Ramsi Lehner and Sherif Nakhla have been cohorts and collaborators since their university days at AUC, where they were both deeply involved in theater and music. They were in bands together, Ramsi on drums and Nakhla on bass, playing jam nights and even a gig here and there at CJC. They even joined rival bands, making fun of each other.
After their theater days at AUC, Ramsi went on to become a
successful actor, and Nakhla a successful director, even releasing award
nominated rockumentary, Les Petits Chats. Despite their lives becoming
completely filled with movie roles and documentary filmmaking, they managed to
keep music in their lives. Around 10 years back, they both started DJing and
producing. Ramsi even released a very experimental minimal album, Definition,
on 100 Copies, a platform that “allowed me to evolve musically, not be stuck in
house, party, put your hands up in the air scene.”

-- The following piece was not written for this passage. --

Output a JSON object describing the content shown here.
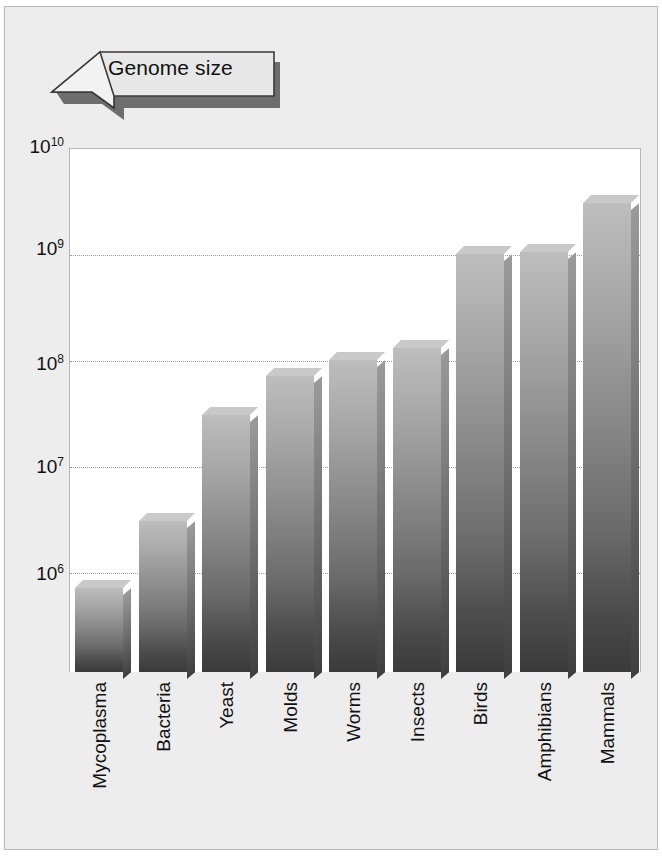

Since then, they have witnessed the many changes that the
Egyptian electronic has undergone. “The whole deep house thing in 2012, when it
started arriving in Cairo it was a bit…I felt like I wanted to take a step back
from DJing and see how this was going to unfold, but I still wanted a front row
seat,” says Nakhla, which led him to get into VJing for the first couple years
of Nacelle’s House Sessions. Eventually, he returned to DJing, and shortly
after he and Ramsi started their old school duo.
Two years ago, what was meant to be a one off old school
night built into a recurring thing. “I think old-school happened because there
was a point when our tastes were changing, we were veering more towards tech
and minimal, and the clubs didn’t want that at the time, so I pulled out
because I wanted to play what I wanted to play,” Ramsi explained, “but things
have changed and it’s funny because now the techs are really into tech and
minimal and hard stuff, and now all I want to do is play old school, so it’s
kind of weird.”
Their old school sessions have become a refreshing
punctuation to what can be an electronic landscape that in their opinion “lacks
diversity,” and people love it. “Every time it’s a big reunion party. We walk
in sometimes and say, ‘I can imagine this night really taking off’, and knock
on wood, every time there’s something that’s just like the moment of ‘holy shit
this is out of control!’”
Despite their success, DJing remains a cathartic hobby for Ramsi
& Nakhla. They are currently working on an improv based comedy series,
which should be out this summer. After all it is true, as Ramsi articulates, that “music doesn’t
pay the bills, but it will sustain you for the next 3 days every gig.”
Catch Ramsi & Nakhla’s Old Skool House night as part of CJC’s Spinning Wednesdays on January 31st.
Follow Ramsi on SoundCloud & Nakhla on SoundCloud.
Thank you to s_0ld for providing the wardrobe for this shoot.